The result was a vicious circle. And here is the question: what are they all afraid of? Earlier they at least talked about the ethics and morality of publishing such lists, that is, we must first ask people if they would mind. But who are we to ask them if all the information is with the committee and they will not share it and have no intention of asking?

 

So what are they afraid of? Chechen bandits? But we already know that they miscalculated, that the attack was a strategic mistake that made enemies out of hundreds of thousand of people across Russia, who before this did not consider the war as their own. Are they afraid of their own citizens? These days I cannot help feeling that we are having bad policy shoved down out throats. How different is ‘Nord-Ost’ from previous campaigns where they used to give out lists of victims? Before now people were killed by the sloppiness of others, while others died from the elements, while in down in fourth place — at the hands of terrorists. Is this now, perhaps, different? Well then, why this desire to hush it all up? I do not know the answer, but it is obvious: they are not protecting themselves from the terrorists, but from their own people. An employee of City Hall, however, admitted that while the Kremlin is not very pleased about Moscow’s actions during those days in October, “they don't want any finger pointing.” This tactic of silence, however, only breeds new questions.

 

They say some of the relatives of the slain hostages have even refused compensation from the government. Why? No comments yet. Is it because these people felt, even rashly, that the government was trying to pay them off? Sort of like they murdered our loved ones, and now they want to buy us? Or are these people offended by the amount of compensation? Forgive them, they are in mourning, but perhaps they remember how the authorities calculated compensation for the deaths of innocent submariners from the Kursk?
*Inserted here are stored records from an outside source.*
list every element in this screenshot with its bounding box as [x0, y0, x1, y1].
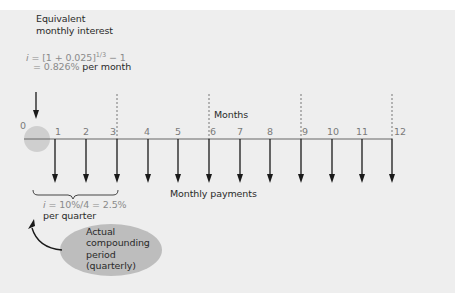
annotation-title-line2: monthly interest	[36, 25, 113, 37]
timeline-graphic	[0, 0, 459, 293]
payment-arrows	[52, 139, 395, 183]
tick-label: 4	[144, 126, 150, 137]
tick-label: 12	[394, 126, 406, 137]
quarter-brace	[33, 190, 118, 199]
quarter-markers	[117, 94, 392, 139]
curved-arrow-icon	[28, 219, 62, 250]
tick-label: 5	[175, 126, 181, 137]
tick-label: 8	[267, 126, 273, 137]
tick-label: 1	[55, 126, 61, 137]
tick-label: 10	[327, 126, 339, 137]
axis-label-months: Months	[214, 109, 248, 121]
tick-label: 9	[302, 126, 308, 137]
bubble-line2: compounding	[86, 237, 150, 249]
tick-label: 3	[110, 126, 116, 137]
annotation-title-line1: Equivalent	[36, 13, 85, 25]
pointer-arrow-icon	[33, 92, 39, 119]
tick-label: 2	[83, 126, 89, 137]
tick-label: 11	[356, 126, 368, 137]
quarterly-rate-unit: per quarter	[43, 210, 96, 222]
tick-label: 6	[210, 126, 216, 137]
payments-label: Monthly payments	[170, 188, 257, 200]
bubble-line4: (quarterly)	[86, 260, 136, 272]
equivalent-rate-result: = 0.826% per month	[33, 61, 131, 73]
tick-label: 0	[20, 120, 26, 131]
tick-label: 7	[237, 126, 243, 137]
Military service members, by the way, take an oath to die, if necessary, for the fatherland. But when a loved one dies from something not connected to war — his life is estimated to be worth seven times less.

 

It is difficult to understand an official who mindlessly, hiding and wagging his finger at us at the same time, puts the government that protects him in a bind. We are what we are, with all our mistakes, our dreams, and our grief. ‘Nord-Ost’ — these are our victims, and our payment for peace.

 

You do not need to be a bureaucrat or a politician to understand this.